Call me the troubleshooter!
I cycled up to BBC TV Centre this afternoon to do some script editing work on a sit-com pilot. I still get a little frisson of excitement when I go into this building, for the teenage me who would not believe that I would ever be working in this iconic place (when even the W12 postcode given out on the address for Swap Shop and the like seemed glamorous - now I have my own W12 postcode I know the truth). It's tempered a little these days with the disappointment of past failures. I can remember coming in here in the mid-90s, full of hope and ambition and excitement, only to get slapped in the face and eventually turfed out on my ear with security guards throwing my collection of Krazy Krockos after me, scattering in the gutter (this event might not have literally happened). There is a tinge of loss in any case, but still the childish glee at being in this seemingly impenetrable fortress.
The young man sent down to meet me and take me up to the office where we'd be working admitted in the lift up to the 6th floor that he had been a big fan of Fist of Fun. If only as many people working at the Beeb had liked us then as like us now - we might still be making the show. It feels a bit like an underground movement. Don't let the corporation know - they've tried to obliterate us from their records like some kind of Stalin or Andrew Collings - but there is still a secret resistance who know each other by the call sign "Moon on a Stick", which fortunately means nothing to anyone else in the world. Again I am both pleased by the fact that people still remember us fondly as well as slightly mournful that I didn't get to live in the alternate universe where those shows got the recognition that they possibly deserved. Overall this universe is probably preferable, as I imagine the me in the alternate one is a horrible prick, with no self-awareness, a hollow arrogance and is surrounded by money, drugs and loose women - yeah, like I say, I definitely prefer this universe....even if in this one I am a horrible prick with no self-awareness, a hollow arrogance and no money, drugs or loose women. Damn.
But fate's fickle finger means that whilst my contemporaries are swanning off to Hollywood, I return to the building as a lowly script editor. In another 15 years maybe I'll look back and wish for script editing work. Maybe I'll be in Hollywood myself. I hope not. Most of those films my contemporaries are doing really suck! At least I have my dignity. Well, no. I don't have that.
At least I have a push-bike.
Does Steve Coogan have a push-bike? No, he just has a fleet of flashy sportscars. Who is the winner here?
I really enjoyed my afternoon though. I think I helped make a real difference to the script, which isn't always the case when you have this weird job. When I script-edited Little Britain series 3, it was really a case of coming in, listening to the boys reading out the sketches and then saying, "Yeah, that seems to be OK," or "Do you think we should change this bit?.... No, no, you're right let's leave it the same." Today though, with this new project, I had some ideas about character and structure and simplifying the plot, which made a big difference and (hopefully) improved things. I had done a useful day's work for the first time for a couple of weeks and it felt good. It was also pretty cool to be out working with other people on stuff that wasn't my own project and I wished I'd had more jobs like this over the last five years, which would have got me out of the house. It's fun being the fresh pair of eyes on a project, rather than I usually am, the bleary pair of eyes that has been working at something over and over again and has lost sight of what is good or bad about it.
There's always the danger that all my suggestions and changes will ruin the project. But for the moment it felt good to be useful. As we get older that's all we can hope for. The illusion that we have a purpose.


## [Exercise]
Go through the entries and copy every line that has the string "growth" in it.

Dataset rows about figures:
-- -- --

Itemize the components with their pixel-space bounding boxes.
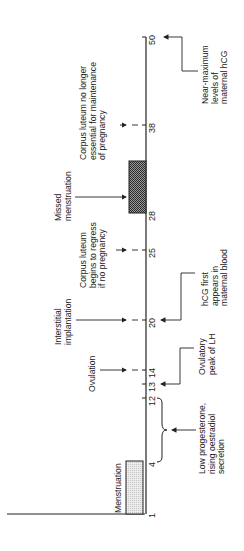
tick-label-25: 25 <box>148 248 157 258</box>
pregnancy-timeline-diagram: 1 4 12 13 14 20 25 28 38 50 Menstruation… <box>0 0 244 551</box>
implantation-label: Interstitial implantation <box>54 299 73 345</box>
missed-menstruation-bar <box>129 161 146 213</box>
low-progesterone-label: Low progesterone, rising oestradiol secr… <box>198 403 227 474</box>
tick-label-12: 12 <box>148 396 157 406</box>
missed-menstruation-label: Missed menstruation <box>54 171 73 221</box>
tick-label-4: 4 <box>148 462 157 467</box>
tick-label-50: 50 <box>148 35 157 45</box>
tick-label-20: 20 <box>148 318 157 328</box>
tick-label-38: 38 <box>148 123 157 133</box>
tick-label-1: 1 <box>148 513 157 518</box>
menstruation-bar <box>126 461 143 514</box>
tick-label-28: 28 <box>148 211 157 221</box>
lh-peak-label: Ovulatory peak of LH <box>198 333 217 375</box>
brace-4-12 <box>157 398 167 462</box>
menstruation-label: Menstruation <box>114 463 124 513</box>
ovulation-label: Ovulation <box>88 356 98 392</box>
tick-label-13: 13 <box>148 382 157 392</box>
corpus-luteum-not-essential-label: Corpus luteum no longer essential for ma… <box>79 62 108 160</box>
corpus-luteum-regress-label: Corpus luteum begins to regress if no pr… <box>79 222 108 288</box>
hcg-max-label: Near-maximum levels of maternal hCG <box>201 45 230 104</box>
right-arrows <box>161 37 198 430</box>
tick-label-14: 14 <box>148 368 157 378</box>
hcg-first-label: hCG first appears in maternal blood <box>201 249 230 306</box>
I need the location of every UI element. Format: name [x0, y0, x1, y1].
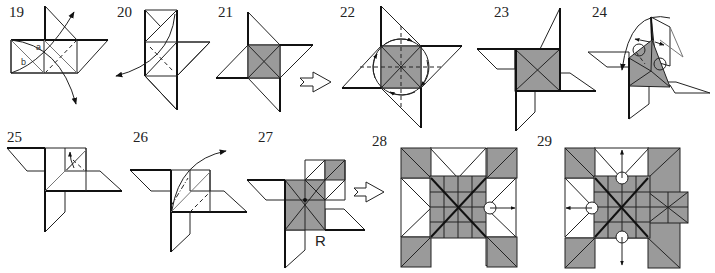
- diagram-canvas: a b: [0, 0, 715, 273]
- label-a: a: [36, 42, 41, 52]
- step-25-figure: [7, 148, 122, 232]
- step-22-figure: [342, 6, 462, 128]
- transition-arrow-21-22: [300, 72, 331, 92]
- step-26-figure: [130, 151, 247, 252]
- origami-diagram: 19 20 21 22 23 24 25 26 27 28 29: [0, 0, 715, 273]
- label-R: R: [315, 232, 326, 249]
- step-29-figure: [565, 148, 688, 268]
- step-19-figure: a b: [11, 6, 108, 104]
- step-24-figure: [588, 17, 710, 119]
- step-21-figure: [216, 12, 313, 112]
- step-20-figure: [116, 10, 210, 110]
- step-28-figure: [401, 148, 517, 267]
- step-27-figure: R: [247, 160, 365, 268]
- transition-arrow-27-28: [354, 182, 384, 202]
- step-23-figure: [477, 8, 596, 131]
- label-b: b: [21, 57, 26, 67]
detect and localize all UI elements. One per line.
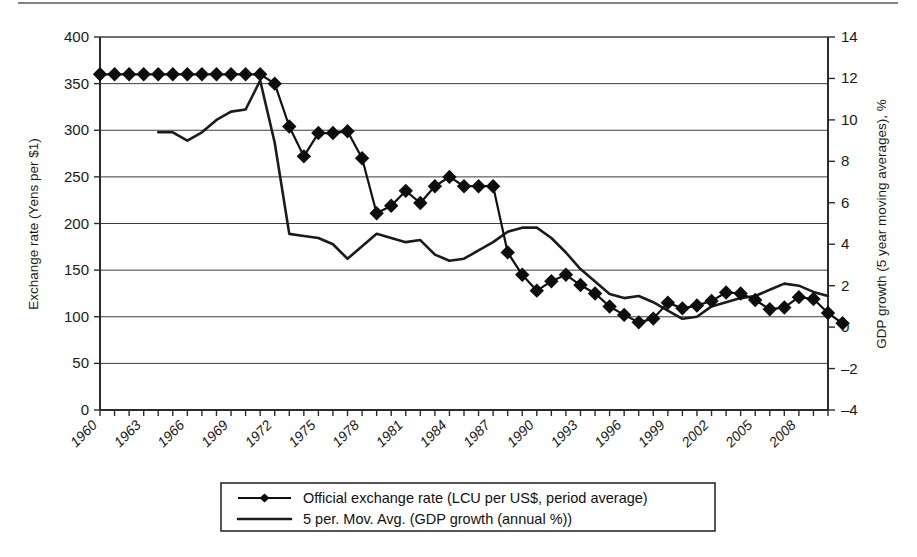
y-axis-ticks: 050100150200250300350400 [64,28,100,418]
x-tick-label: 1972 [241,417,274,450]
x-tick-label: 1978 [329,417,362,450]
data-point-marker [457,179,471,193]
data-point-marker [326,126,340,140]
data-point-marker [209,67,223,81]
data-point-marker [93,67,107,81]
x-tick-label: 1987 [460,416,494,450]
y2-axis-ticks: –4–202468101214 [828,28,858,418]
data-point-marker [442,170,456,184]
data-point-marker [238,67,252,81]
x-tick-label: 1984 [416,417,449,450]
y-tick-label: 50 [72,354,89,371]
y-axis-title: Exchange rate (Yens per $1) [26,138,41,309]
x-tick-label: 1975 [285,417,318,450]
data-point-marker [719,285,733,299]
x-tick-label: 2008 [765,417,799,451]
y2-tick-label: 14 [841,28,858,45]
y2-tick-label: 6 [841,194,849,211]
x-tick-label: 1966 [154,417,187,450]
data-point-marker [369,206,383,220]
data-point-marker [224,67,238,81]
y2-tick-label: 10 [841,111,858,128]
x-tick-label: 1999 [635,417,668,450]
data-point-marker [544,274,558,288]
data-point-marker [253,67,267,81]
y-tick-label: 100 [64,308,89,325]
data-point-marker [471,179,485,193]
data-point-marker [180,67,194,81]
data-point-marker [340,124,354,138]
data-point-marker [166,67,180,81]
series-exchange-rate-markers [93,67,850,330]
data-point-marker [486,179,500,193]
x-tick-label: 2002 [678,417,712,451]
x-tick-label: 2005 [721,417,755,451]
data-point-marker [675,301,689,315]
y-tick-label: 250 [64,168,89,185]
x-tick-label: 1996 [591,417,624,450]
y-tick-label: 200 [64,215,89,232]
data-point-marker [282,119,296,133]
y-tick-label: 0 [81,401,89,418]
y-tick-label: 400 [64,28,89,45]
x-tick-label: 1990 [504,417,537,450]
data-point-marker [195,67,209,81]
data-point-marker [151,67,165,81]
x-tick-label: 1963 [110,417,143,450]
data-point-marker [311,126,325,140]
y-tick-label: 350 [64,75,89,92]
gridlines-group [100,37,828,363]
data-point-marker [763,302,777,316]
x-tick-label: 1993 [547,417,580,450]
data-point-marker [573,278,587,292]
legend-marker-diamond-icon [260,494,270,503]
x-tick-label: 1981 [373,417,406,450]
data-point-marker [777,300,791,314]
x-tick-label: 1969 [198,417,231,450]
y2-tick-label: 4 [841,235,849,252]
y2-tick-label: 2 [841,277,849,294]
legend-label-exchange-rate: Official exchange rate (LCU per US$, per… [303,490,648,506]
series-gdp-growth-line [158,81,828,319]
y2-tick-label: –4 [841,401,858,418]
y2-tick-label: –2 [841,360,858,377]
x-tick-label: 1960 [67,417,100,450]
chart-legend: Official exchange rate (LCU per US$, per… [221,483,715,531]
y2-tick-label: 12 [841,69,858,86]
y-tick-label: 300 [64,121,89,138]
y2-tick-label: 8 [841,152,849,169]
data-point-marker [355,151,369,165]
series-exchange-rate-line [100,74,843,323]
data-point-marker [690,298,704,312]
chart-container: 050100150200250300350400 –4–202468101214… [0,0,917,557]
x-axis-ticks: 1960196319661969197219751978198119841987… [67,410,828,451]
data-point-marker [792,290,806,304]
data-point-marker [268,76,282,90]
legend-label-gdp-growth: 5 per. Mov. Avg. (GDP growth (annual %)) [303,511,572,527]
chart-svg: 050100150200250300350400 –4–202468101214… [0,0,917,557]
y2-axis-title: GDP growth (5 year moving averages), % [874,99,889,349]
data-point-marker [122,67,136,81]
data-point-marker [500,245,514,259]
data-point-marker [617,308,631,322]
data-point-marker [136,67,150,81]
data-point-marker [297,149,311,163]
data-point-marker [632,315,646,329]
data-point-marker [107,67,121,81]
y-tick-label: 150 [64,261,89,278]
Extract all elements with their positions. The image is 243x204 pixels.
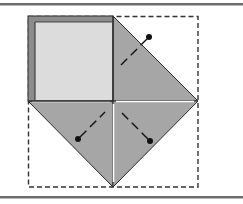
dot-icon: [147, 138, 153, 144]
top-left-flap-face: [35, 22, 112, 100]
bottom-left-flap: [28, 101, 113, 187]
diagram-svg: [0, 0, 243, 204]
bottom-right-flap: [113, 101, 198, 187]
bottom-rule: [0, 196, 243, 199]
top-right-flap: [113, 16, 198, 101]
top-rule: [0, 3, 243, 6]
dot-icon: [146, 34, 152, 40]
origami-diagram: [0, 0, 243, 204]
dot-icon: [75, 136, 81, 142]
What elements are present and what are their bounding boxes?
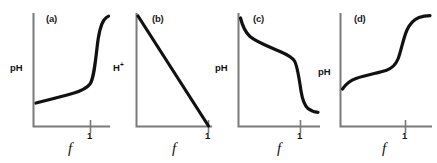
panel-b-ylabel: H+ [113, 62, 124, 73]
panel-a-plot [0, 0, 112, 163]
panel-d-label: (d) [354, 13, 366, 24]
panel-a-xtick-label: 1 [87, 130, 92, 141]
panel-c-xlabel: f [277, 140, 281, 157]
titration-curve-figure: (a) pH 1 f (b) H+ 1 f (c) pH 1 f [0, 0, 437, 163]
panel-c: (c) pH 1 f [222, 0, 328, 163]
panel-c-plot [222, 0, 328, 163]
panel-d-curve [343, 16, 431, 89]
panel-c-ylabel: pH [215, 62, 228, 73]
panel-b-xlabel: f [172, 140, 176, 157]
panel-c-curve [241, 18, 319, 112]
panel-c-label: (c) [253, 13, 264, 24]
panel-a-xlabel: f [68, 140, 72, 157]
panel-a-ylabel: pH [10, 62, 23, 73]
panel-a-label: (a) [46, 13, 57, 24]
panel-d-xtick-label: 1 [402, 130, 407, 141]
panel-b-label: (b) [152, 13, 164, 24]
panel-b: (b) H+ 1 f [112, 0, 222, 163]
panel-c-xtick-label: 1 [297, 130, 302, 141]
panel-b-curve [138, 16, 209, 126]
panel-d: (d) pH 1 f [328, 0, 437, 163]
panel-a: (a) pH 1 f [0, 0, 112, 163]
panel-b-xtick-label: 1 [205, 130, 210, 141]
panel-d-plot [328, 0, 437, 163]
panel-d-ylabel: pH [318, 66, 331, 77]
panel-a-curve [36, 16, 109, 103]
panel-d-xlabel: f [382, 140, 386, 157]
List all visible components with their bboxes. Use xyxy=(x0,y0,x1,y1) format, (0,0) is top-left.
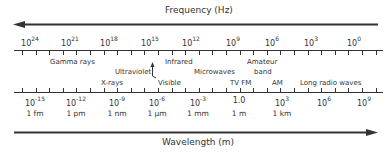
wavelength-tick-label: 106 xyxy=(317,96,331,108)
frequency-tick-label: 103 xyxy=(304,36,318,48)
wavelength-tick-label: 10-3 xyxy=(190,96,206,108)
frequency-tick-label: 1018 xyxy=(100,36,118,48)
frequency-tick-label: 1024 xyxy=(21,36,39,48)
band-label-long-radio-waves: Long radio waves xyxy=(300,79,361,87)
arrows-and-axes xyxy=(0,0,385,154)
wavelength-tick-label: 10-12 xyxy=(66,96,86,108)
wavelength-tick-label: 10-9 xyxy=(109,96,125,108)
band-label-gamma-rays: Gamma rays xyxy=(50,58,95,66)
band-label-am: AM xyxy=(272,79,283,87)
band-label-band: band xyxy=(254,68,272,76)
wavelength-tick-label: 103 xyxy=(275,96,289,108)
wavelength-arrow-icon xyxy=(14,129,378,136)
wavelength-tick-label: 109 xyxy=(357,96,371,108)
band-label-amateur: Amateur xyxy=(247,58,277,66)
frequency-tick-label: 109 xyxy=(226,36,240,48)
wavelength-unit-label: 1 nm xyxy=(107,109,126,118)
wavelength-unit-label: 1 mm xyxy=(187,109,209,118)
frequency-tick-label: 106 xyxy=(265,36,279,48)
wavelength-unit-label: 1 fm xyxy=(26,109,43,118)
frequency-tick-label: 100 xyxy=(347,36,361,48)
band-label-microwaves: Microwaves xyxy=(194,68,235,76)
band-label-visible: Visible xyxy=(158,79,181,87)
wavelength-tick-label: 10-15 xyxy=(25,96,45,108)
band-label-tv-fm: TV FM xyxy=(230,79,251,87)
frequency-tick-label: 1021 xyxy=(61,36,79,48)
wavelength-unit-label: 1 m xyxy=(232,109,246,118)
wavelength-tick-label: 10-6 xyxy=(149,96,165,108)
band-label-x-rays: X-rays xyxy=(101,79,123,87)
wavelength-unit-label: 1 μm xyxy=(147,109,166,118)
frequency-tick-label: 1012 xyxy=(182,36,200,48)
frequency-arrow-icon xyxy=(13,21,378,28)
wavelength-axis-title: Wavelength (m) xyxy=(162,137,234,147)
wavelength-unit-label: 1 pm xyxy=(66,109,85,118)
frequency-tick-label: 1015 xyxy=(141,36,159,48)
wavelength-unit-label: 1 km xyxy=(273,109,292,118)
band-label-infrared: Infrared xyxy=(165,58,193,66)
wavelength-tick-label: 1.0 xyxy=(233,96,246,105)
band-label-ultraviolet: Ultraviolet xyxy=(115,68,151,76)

-- -- --

## [Response]
series-gdp-growth-line [158,81,828,319]
legend-label-gdp-growth: 5 per. Mov. Avg. (GDP growth (annual %)) [303,511,572,527]
y2-axis-title: GDP growth (5 year moving averages), % [874,99,889,349]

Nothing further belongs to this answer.